[petsc-dev] [Mike McQuaid] Re: [Homebrew/homebrew-core] PETSc: import from homebrew-science (#23598)

Jed Brown jed at jedbrown.org
Sun Feb 25 21:57:07 CST 2018


"Smith, Barry F." <bsmith at mcs.anl.gov> writes:

>> On Feb 25, 2018, at 9:46 PM, Jed Brown <jed at jedbrown.org> wrote:
>> 
>> Satish Balay <balay at mcs.anl.gov> writes:
>> 
>>> On Sun, 25 Feb 2018, Lawrence Mitchell wrote:
>>> 
>>>> 
>>>> 
>>>>> On 25 Feb 2018, at 21:13, Jed Brown <jed at jedbrown.org> wrote:
>>>>> 
>>>>> 
>>>>> The try part of that commit (around os.remove) is necessary.  Also,
>>>>> "rmdir -p" provides a useful semantic in this context, but needs to be
>>>>> implemented manually in Python (or I don't know where that functionality
>>>>> is available in the standard library).
>>>> 
>>>> shutil.rmtree
>>> 
>>> I think [in uninstall script] - we want to delete dirs only if the dir
>>> is empty.  [if not empty - it could contain files installed by a
>>> different package - as its common to install multiple packages in the
>>> same prefix]
>> 
>> Yeah, "rm -r" is much different from "rmdir -p".
>> 
>>> Also - thinking about it - its not clear if we can really do a proper
>>> uninstall - esp with --download-packages.
>>> 
>>> Previously - 'make install' would also install the downloaded packages
>>> and we kept track of them for the uninstall script. But now - we let
>>> each package do its own 'make install' to the prefix location. But we
>>> don't have an 'uninstall' option for these externalpackages. [I don't
>>> know if any of them provide 'make uninstall' feature]
>> 
>> PETSc --download-* is a package manager, albeit very crufty (though it
>> gets the job done).  Basically all package managers function by
>> installing with a private DESTDIR, bundling up the result, then
>> unpacking into the target.
>
>    That's not how PETSc's works. It tells the each package the final prefix and each package installs into that location directly.

That's just because PETSc's package manager is kinda crappy because
nobody wants to admit that it really is a package manager.  If uninstall
is to be a thing at all, then it's definitely the way to go.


→ **Your goal**
Set out exactly, line by line, the stretch of data below that begins at the line containing "Identify the location of span: Create" and ends at the line containing "Task: Click on the span: Ready Date", with both ends kept.

→ **Records**
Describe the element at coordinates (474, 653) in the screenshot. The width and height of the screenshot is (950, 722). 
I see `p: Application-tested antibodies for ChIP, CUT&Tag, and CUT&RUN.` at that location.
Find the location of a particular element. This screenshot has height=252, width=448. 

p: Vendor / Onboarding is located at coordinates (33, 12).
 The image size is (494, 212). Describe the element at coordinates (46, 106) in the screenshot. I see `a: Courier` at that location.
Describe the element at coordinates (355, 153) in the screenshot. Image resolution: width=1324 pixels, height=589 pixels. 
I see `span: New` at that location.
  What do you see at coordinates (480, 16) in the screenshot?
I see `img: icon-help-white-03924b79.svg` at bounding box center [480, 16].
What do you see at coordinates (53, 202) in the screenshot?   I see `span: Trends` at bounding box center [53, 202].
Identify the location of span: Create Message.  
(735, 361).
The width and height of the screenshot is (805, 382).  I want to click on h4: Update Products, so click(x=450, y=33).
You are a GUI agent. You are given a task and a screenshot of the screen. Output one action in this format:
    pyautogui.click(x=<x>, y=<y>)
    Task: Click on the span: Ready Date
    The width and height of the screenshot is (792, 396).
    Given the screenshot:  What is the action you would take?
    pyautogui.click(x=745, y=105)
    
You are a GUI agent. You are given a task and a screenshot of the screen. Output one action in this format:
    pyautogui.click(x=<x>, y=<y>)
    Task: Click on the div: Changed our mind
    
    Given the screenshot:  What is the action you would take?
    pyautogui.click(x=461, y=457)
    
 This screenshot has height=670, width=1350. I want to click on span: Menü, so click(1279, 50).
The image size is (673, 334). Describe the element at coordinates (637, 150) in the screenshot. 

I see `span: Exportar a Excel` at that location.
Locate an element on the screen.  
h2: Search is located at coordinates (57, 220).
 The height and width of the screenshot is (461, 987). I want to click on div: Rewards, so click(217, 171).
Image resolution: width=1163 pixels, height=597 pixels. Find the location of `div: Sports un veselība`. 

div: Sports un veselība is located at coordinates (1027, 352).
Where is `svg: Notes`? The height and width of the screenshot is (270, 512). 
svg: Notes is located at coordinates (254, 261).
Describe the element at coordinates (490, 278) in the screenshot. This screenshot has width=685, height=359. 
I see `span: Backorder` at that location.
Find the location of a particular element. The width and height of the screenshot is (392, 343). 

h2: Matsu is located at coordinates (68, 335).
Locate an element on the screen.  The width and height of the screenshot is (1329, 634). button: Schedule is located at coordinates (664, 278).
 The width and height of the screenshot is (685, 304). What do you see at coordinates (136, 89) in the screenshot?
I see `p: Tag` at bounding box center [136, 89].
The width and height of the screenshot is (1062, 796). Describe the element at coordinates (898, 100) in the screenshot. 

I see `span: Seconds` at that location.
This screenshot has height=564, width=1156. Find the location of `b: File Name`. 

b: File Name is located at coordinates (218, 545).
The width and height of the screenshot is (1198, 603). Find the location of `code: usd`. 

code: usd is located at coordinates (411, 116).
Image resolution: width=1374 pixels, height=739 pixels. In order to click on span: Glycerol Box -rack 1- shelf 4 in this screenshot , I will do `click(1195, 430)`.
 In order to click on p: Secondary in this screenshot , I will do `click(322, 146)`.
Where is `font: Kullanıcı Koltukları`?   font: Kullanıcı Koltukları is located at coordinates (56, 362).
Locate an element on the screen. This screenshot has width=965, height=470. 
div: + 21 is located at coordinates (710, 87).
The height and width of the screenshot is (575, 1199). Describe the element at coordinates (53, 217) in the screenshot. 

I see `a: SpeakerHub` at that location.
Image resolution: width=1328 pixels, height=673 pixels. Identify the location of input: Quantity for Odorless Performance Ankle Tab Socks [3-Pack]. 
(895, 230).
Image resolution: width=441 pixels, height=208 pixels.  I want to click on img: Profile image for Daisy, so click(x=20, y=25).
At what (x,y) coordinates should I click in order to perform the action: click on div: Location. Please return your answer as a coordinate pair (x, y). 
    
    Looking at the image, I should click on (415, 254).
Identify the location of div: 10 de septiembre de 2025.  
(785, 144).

→ **Solution below**
Identify the location of span: Create Message.  
(735, 361).
The width and height of the screenshot is (805, 382).  I want to click on h4: Update Products, so click(x=450, y=33).
You are a GUI agent. You are given a task and a screenshot of the screen. Output one action in this format:
    pyautogui.click(x=<x>, y=<y>)
    Task: Click on the span: Ready Date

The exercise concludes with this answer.